NIH and NSF are government, the rest are private foundations.
⁃ Gov has most money, most prestige, hard to get, everyone knows about them.
⁃ They all have a particular agenda.
⁃ Private foundations are easier to get, don’t have as much money. Uniquely tailored topics that you can fit into.
Other tips
⁃ Expect 9 months to a year between application to actually getting the funds.
⁃ Prepare a year in advance
⁃ Most people don’t get it the first time, it’s very hard, you need to be stellar and have really cool projects.
⁃ Some agencies have limits on how many times you can try. Double check each time because they change frequently.

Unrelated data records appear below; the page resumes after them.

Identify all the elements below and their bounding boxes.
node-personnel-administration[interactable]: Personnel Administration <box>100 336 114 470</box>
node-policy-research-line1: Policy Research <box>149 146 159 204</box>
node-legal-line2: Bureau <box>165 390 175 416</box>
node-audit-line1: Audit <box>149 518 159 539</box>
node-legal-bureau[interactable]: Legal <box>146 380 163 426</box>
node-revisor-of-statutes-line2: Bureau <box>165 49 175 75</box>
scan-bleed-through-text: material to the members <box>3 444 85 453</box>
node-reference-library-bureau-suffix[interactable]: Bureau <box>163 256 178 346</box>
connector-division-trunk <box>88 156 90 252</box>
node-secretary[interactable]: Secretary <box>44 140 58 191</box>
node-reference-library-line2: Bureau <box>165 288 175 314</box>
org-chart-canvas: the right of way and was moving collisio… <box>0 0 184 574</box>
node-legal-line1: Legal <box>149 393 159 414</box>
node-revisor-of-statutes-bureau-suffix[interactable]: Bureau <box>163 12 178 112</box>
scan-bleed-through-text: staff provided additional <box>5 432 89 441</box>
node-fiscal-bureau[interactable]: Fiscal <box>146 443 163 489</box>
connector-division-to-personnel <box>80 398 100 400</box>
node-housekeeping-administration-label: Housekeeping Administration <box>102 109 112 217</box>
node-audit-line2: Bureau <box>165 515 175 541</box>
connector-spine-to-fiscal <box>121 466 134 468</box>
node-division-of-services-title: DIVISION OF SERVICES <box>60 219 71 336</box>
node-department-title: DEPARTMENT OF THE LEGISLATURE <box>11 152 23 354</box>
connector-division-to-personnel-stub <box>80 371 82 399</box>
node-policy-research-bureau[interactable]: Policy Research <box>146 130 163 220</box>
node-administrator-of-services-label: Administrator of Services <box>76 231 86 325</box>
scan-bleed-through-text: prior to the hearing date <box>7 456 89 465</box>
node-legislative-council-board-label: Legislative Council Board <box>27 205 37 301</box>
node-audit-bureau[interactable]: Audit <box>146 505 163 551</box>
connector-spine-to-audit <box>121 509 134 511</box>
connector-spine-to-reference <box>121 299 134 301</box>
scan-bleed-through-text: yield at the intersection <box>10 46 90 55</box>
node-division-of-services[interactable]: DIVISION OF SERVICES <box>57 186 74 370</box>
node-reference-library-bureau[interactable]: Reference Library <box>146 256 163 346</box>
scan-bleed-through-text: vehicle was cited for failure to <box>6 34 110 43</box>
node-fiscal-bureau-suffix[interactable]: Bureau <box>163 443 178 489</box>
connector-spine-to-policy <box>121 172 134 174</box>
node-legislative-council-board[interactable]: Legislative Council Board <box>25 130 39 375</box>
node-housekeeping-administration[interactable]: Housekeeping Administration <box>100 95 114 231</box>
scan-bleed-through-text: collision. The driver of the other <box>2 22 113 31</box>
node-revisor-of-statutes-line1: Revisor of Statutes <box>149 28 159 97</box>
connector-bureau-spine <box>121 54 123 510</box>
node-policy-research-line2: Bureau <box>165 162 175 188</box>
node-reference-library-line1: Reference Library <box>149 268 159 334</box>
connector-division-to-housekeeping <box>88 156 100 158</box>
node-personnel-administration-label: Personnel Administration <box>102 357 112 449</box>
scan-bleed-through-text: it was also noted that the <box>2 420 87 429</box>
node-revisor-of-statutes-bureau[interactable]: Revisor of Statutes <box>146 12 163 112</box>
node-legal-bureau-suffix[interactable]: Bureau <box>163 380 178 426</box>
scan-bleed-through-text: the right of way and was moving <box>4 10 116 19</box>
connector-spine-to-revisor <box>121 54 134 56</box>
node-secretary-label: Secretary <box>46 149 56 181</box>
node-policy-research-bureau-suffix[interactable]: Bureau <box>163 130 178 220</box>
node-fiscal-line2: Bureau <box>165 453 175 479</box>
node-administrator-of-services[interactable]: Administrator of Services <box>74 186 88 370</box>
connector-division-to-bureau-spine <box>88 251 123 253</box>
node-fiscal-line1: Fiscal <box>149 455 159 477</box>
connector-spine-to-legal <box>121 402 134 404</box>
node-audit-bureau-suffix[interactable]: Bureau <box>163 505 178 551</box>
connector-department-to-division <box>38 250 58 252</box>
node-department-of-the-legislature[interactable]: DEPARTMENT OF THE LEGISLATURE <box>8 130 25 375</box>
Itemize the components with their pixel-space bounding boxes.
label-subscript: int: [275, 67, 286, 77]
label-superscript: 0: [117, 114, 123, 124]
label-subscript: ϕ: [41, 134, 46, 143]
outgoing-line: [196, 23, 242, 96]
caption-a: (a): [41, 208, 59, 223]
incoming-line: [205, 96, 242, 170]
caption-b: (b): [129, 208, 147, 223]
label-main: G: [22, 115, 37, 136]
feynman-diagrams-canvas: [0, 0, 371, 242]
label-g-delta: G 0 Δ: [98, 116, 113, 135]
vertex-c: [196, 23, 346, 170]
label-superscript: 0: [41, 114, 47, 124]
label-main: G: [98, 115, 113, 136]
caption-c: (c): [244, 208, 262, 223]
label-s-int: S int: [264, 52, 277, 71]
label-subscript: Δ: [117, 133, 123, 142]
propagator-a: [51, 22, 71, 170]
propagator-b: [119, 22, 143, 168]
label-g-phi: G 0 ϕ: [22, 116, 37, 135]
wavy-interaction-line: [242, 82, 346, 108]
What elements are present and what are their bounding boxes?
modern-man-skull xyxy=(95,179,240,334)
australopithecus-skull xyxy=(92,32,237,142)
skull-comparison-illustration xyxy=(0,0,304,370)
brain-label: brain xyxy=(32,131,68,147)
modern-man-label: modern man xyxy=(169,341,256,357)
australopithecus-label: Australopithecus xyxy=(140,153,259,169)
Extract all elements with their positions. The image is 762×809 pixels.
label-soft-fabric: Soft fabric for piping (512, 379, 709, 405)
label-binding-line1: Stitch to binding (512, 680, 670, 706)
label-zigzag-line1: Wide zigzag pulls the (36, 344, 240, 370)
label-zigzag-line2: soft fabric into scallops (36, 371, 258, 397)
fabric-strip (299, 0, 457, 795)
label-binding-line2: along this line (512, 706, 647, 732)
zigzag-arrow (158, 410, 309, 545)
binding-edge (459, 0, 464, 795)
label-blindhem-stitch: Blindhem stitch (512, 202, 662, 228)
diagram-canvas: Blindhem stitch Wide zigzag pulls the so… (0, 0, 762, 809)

⁃ The sooner you can start writing grants in your grad career, the better.
⁃ Start thinking in 2nd or 3rd year of phd program. Often a grant writing course in grad programs.
⁃ Improve “grantsmanship”
⁃ Know you’ll get rejected a LOT, and often for conflicting and frustrating reasons.
⁃ Everyone has program officers that you can call up and ask questions of.
⁃ Does my project match the scope of the program, is it better fit at other institutes, what are popularly getting funded here?
⁃ Tip: You never want your aims to be dependent on each other. If the first aim fails then the second aim can’t work. Have to be independent.
⁃ If only your mentor is able to apply, you can offer to write it and then have them sign it and submit it on your behalf, and then you’ll be a co-author or co-PI.
⁃ You can hook up with a bigger team that’s working on a big project, you can find a way to help them and add your own chunk to it, then you can explore the data however you want and carve it up for yourself.